Immersive and Oceanic

By now you’ve no doubt seen Hyper-Reality, the new short film produced by visualization wunderkind Keiichi Matsuda, whose early video experiments, produced while still a student at the Bartlett School of Architecture, I posted about here a long while back.


As you can see in the embedded video, above, Matsuda’s film is a POV exploration of information overload, identity gamification, and the mass burial of public space beneath impenetrable curtains of privately relevant, interactive marketing data, all cranked up to the level of cacophony; when it all shuts off at one point, leaving viewers stranded in a nearly silent, everyday supermarket, the effect is almost therapeutic, an intensely relieving escape back to cognition free from popup ads.

[Image: From Hyper-Reality by Keiichi Matsuda].

I was reminded of Matsuda’s film, however, by the recent news that so-called heads-up displays, or HUDs, are coming to an underwater experience near you: the U.S. Navy has developed an augmented reality helmet for undersea missions.

This unique system enables divers to have real-time visual display of everything from sector sonar (real-time topside view of the diver’s location and dive site), text messages, diagrams, photographs and even augmented reality videos. Having real-time operational data enables them to be more effective and safe in their missions—providing expanded situational awareness and increased accuracy in navigating to a target such as a ship, downed aircraft, or other objects of interest.

Wandering among enemy seamounts, swimming through immersive 3-dimensional visualizations of currents and tides, watching instructional videos for how to infiltrate an adversary’s port defenses, the U.S. Navy attack crews of the near-future will be like characters in an aquatic Hyper-Reality, negotiating drop-down menus and the threat of moray eels simultaneously.

[Image: From Hyper-Reality by Keiichi Matsuda].

This raises the question of how future landscape architects, given undersea terrains as a possible target of design, might use augmented reality on the seabed.

Recall the preservation program underway today in the Baltic Sea, whereby historically valuable shipwrecks are being given interpretive signage to remind people—that is, possible looters—that what they are seeing down there is not mere debris. They are, in effect, swimming amidst an open-water museum, a gallery of the lost and sunken.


ACTIVITY
Please find the lines in the following records that hold "interactable", and copy them.

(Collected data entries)
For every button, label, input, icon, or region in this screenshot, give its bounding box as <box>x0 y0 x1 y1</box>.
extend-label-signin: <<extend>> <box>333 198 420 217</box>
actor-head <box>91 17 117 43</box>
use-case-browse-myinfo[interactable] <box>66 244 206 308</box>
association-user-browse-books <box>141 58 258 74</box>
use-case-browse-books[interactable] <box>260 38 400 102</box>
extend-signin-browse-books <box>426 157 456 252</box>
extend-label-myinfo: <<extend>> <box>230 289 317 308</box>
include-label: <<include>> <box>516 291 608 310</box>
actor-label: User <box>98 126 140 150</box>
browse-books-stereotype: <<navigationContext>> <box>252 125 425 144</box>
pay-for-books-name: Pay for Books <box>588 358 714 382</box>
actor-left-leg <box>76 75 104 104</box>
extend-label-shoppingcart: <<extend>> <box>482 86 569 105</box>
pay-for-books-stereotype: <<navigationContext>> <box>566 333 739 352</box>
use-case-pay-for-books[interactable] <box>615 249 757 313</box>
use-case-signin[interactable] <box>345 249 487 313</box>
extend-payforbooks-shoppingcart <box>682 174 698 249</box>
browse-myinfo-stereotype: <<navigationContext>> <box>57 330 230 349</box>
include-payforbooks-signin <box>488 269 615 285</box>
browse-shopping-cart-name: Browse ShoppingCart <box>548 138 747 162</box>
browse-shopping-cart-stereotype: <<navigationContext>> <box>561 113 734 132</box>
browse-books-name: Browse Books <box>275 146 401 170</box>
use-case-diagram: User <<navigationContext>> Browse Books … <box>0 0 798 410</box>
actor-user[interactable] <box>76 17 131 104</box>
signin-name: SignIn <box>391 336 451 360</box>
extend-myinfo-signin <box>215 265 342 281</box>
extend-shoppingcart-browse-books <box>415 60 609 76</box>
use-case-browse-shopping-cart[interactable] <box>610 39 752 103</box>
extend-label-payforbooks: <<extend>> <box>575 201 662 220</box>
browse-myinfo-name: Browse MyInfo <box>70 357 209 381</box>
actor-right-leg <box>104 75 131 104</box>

ANSWER AREA
use-case-browse-myinfo[interactable] <box>66 244 206 308</box>
use-case-browse-books[interactable] <box>260 38 400 102</box>
use-case-pay-for-books[interactable] <box>615 249 757 313</box>
use-case-signin[interactable] <box>345 249 487 313</box>
actor-user[interactable] <box>76 17 131 104</box>
use-case-browse-shopping-cart[interactable] <box>610 39 752 103</box>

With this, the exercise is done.